Edward Hopper was born July 22, 1882 in Nyack, New York. His father, Garrett Henry Hopper, owned a local dry goods store and was descended from a wealthy family of Dutch traders. His mother was Elizabeth Griffiths Smith. His sister Marian was two years older. They lived at 43 North Broadway in Nyack.
After completing high school in 1901 he took a mail-order course in illustration art from the International Correspondence School, Inc. of Scranton, PA. This was the same course studied by Rudolph Belarski. After finishing his coursework he attended the New York School of Art in 1903, where he studied with William Merritt Chase and Robert Henri. After three years he followed the popular convention of visiting Paris for a semester of "post-graduate" study in 1907.
After his return he moved back to Nyack to live with his parents, where he painted landscapes. Nyack is a port town along the Palisades with a scenic view across the Hudson River of NYC. He was unable to sell his paintings, but he earned a little by teaching art lessons to local children. One such pupil was Elizabeth Cornell, the sister of the great American artist, Joseph Cornell, whose family also lived in Nyack.
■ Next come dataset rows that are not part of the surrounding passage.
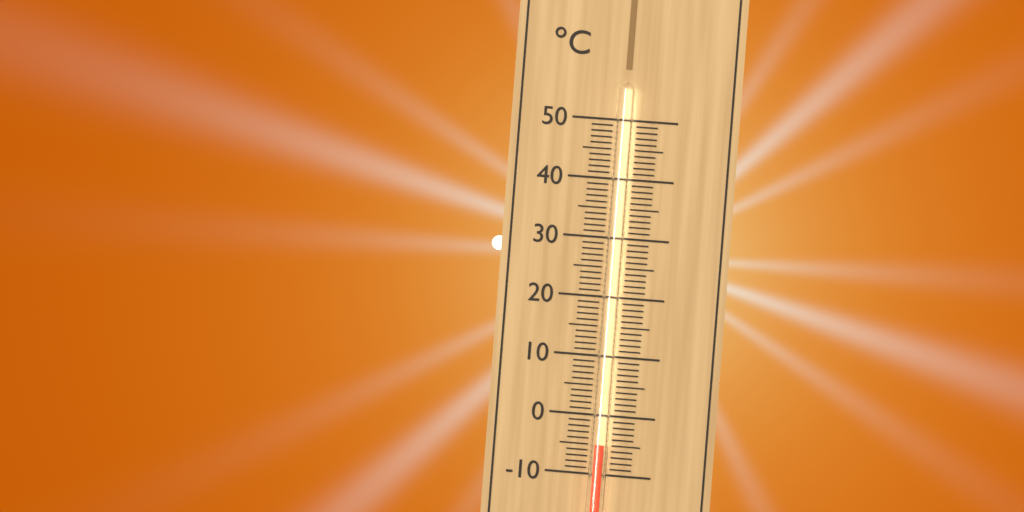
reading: -5 °C
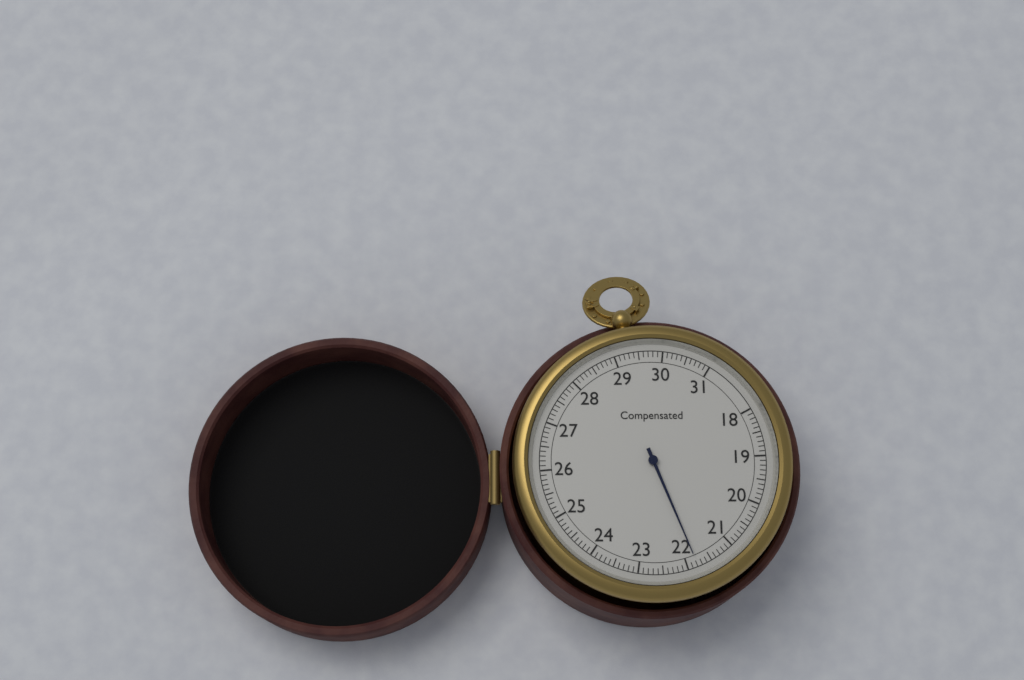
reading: 21.8 (no unit)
In 1913 one of his landscapes was included in the historic Armory Show. His painting sold, but there was no further patronage. In 1914 at the age of 32 he left home and moved to NYC to work as a freelance illustrator.
He apartment at 3 Washington Square North was in the artistic community of Greenwich Village. He soon renewed an acquaintance with a neighbor that lived next door at 2 University Place, Josephine "Jo" Nivison. She was an artist who had been his classmate at the New York School of Art. Her illustrations appeared in the popular leftist periodical, The Masses.
In 1918 "Jo" convinced him to contribute a patriotic painting to a Red Cross fund drive that also included Charles Dana Gibson, Howard Chandler Christy, and James Montgomery Flagg. After his name appeared in news accounts alongside these celebrated illustrators he was soon selling work to important magazines, such as Scribner's, The Farmer's Wife, and The Country Gentleman.
Over the next ten years his illustrations appeared in pulp magazines, such as Everybody's Magazine, Adventure Magazine, and Astounding Stories.
There was almost no interest in collecting American art in the first half of the 20th century, so most artists were forced to earn their living as illustrators. Some, like Harvey Dunn, faced this challenge with the inspired belief that great art has always transcended the narrow self-serving intentions of its commissioners. Others, like N. C. Wyeth, were offended by the indignity of servitude and resented the economic necessity of stooping to illustration.
Hopper was an emotionally intense person, who was tormented by severe depression. He was instinctively drawn to the dark and somber realism of Rembrandt, while he dismissively mocked the light and cheerful art of Norman Rockwell. In fact Rockwell also suffered from chronic depression. It's interesting to consider the contrasting coping mechanisms of these two artists. Rockwell said, "I paint life as I would like it to be." Hopper said, "My aim in painting has always been the most exact transcription possible of my most imtimate impression of nature."
According to the illustrator Walter Tittle, "Hopper suffered from long periods of unconquerable inertia, sitting for days at a time before his easel in helpless unhappiness, unable to raise a hand to break the spell."
On July 9, 1924 he married Jo Nivison. Her practical influence counter-balanced some of the anti-social tendencies that had thwarted his development.
He went on to create some of the most important American Art of the 20th century. The eye-catching contrasts in his dramatic compositions reflect his formative years as a popular culture illustrator. For instance, his iconic masterpiece, Nighthawks, illustrates a scene from Ernest Hemingway's short story "The Killers" from the March 1927 issue of Scribner's Magazine.
Edward Hopper died in his art studio at age of 84 on May 15, 1967.